The Town of Cary, North Carolina

The largest town in North Carolina, Cary aims to use data to connect its communities, become smarter, and increase transparency. Users of its open data portal can download datasets, create maps and even suggest new data sources to add.

Bringing together geographic information and other data sources is key to its open data program, as these two examples demonstrate:

Stormwater monitoring

Due to its location at the heart of three river basins, Cary is prone to flooding due to stormwater surges. To provide an early warning system and to predict flooding it has installed Internet of Things (IoT) water sensors and rain gauges across the town. The water sensors send alerts when levels hit a certain threshold, and the gauges provide minute-by-minute information on rainfall.

This enables Cary officials to make faster, better informed decisions such as closing roads or greenways, rerouting traffic to prevent drivers from encountering floodwaters.

Cary Stormwater monitoring system screenshot

Building permits

A large number of contacts received by municipalities are around building permits. Often callers are simply looking for status updates on decisions which can be provided online through open data portals. By combining GIS and permitting data sources and displaying it through an interactive, drill-down map, residents and businesses in Cary can see the exact status of permits, their location and more detail on what they cover. This increases efficiency for the municipality while improving transparency for the community.
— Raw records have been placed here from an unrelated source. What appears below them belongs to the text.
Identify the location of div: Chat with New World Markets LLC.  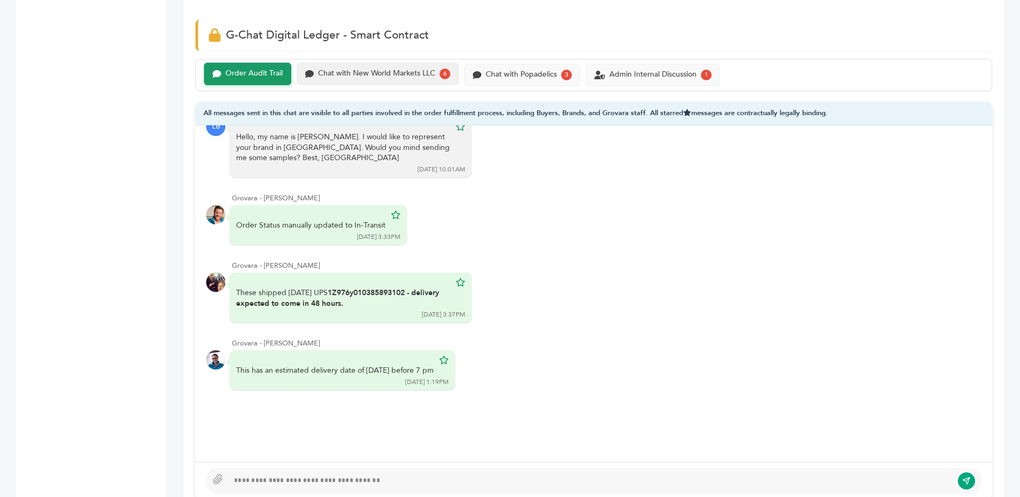
(376, 73).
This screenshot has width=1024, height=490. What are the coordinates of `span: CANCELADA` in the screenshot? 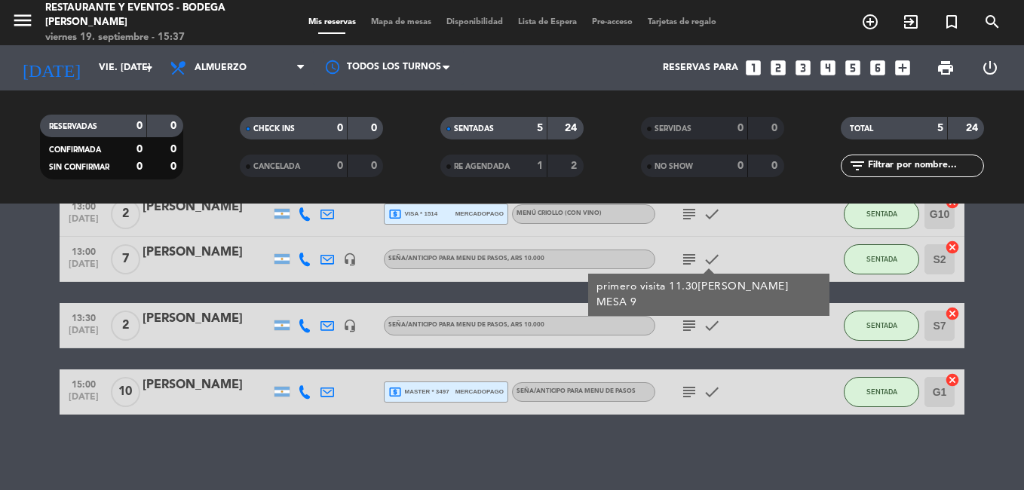 It's located at (277, 167).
Cary building permits interactive map screenshot

North Carolina Office of State Budget and Management (OSBM)

OSBM is responsible for providing objective information and analysis to ensure a balanced state budget and effective stewardship of public resources. OSBM works collaboratively with agencies and departments across North Carolina to bring together their data, including GIS datasets, and make it easily available to both internal policymakers and the wider community, both inside and outside the state.

The OSBM open data portal now contains over 900 datasets, covering areas as diverse as population (including census data), labor force, education and agriculture, supplied by 20 state departments. Data series go back to 1969 and project forward to 2040. Users can also compare information about North Carolina with other states, providing instant, comparative analysis around key indicators.

North Carolina OSBM open data portal screenshot

ICF Habitat

ICF Habitat is a real estate subsidiary of the SNCF Group. It manages a portfolio of 95,000 homes. To enable all the company’s employees to benefit from the advantages of data, ICF Habitat’s Real Estate Department has launched an internal self-service data platform. This includes a range of map and GIS-based datasets, including:

  • Development potential – this allows users to visualize where opportunities to develop the Group’s activities have been identified, shown through maps or tables
  • Action planning – providing a view of the objectives and actions implemented by each local office
  • Social landlord dashboard – providing a complete picture of the total French social housing stock, across all landlords. ICF Habitat employees can filter down to specific areas and look forward to compare current and future scenarios
  • A map of correlations between housing development and rail networks that allows employees to analyze the situation and make better decisions.
ICF Habitat GIS-based dataset screenshot

City of Salinas

The county seat of California’s Monterey County, the City of Salinas is focused on using data to drive transparency. Its open data portal makes it easy for citizens and businesses to find the information they need, including anonymized crime data, mobility data on traffic and bikeways, and the GIS marker information used by engineering companies when carrying out construction work in Salinas. Data can be downloaded in multiple formats, visualized through maps and dashboards or automatically connected to through APIs for every dataset.

City of Salinas open data portal screenshot

Geographic data is now ubiquitous in our daily lives. That means it needs to be effectively shared internally and externally to enable greater efficiency, uncover new uses and to drive transparency. Combining GIS data with your open data portal is the first step to unlocking this value and enabling greater data democratization.